#510 – June 15, 2025
eliminate unnecessary re-renders
Reactivity is easy
7 minutes by Romgrk
Romgrk demonstrates how fine-grained selector-based reactivity can be achieved in just 35 lines of code, eliminating unnecessary re-renders. The solution involves creating a simple Store class that manages state and notifies components about changes, paired with a useSelector hook that allows components to subscribe only to the specific parts of state they need.
Clerk OAuth gets a big upgrade—now fully MCP-ready
sponsored by Clerk
Clerk’s latest OAuth release adds token revocation, consent screens, dynamic client registration, public client support, and full MCP compatibility. Built for modern apps and secure by default, this update makes Clerk a powerful drop-in auth solution for any OAuth use case. See what’s new and how to get started.
Use Async Local Storage to prevent props drilling in Next.js Route handlers
3 minutes by Nico Prananta
In this post Nico discuses Async Local Storage which provides an elegant solution to the problem of props drilling when handling authorized API requests. Instead of tediously passing a user object through multiple nested functions, AsyncLocalStorage creates a store accessible to all functions within the same execution context.
Search params are state
5 minutes by Tanner Linsley
Tanner advocates for treating URL search parameters as proper state in web applications rather than as an afterthought. He highlights how traditional approaches to handling search params are error-prone and lack type safety, leading to fragmentation and inconsistency. Tanner showcases how TanStack Router solves these issues by integrating search param schemas directly into route definitions, providing type inference, validation, and hierarchical inheritance of parameters.

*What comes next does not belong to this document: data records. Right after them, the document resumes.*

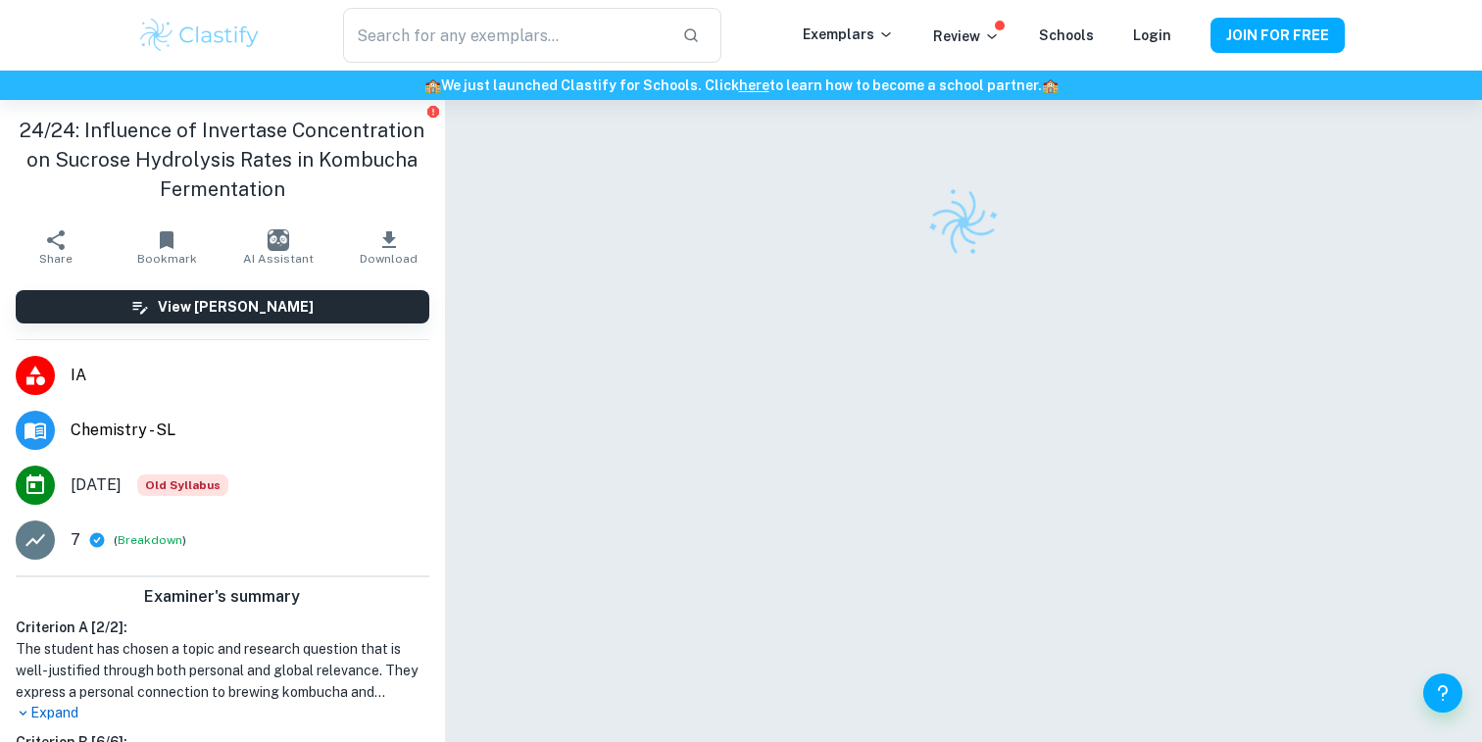 The height and width of the screenshot is (742, 1482). I want to click on p: 7, so click(75, 540).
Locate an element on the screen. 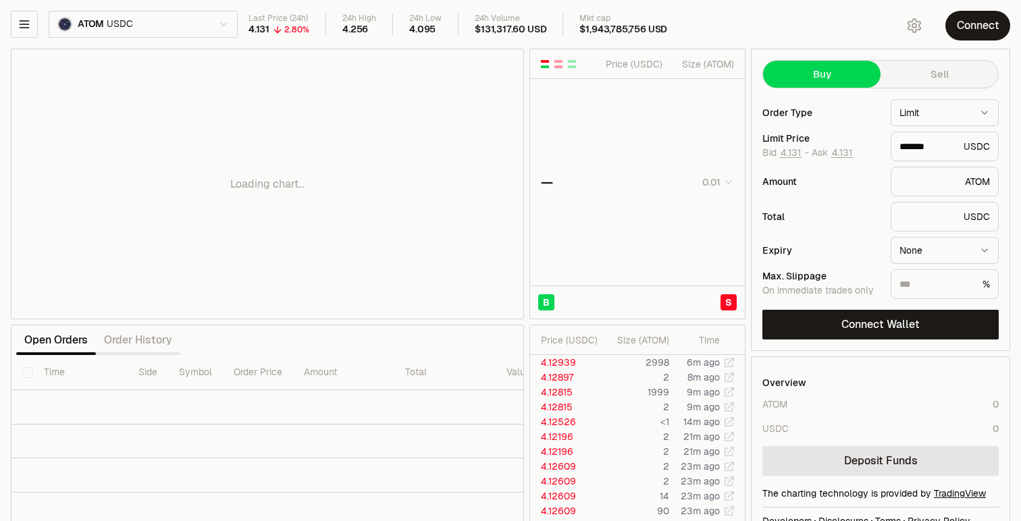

Rebuilding Clash of Clans’ building system in React
5 minutes by Edvins Antonovs
Edvins describes recreating the core building mechanics from Clash of Clans using React and localStorage, without requiring a backend. He explains how the game's resource generation system works efficiently by tracking only timestamps and building levels rather than constantly updating resource counts, making it highly scalable.
How Imports work in RSC
22 minutes by Dan Abramov
Dan provides a deep dive for anyone who’d like to build an accurate mental model of RSC, as well as for folks who are interested in module systems in general. RSC extends JavaScript's module system to bridge the gap between frontend and backend code in a unified application. It introduces directives like 'use client' and 'use server' that allow code to reference modules from the other environment without actually importing them, creating "doors" between the two module systems.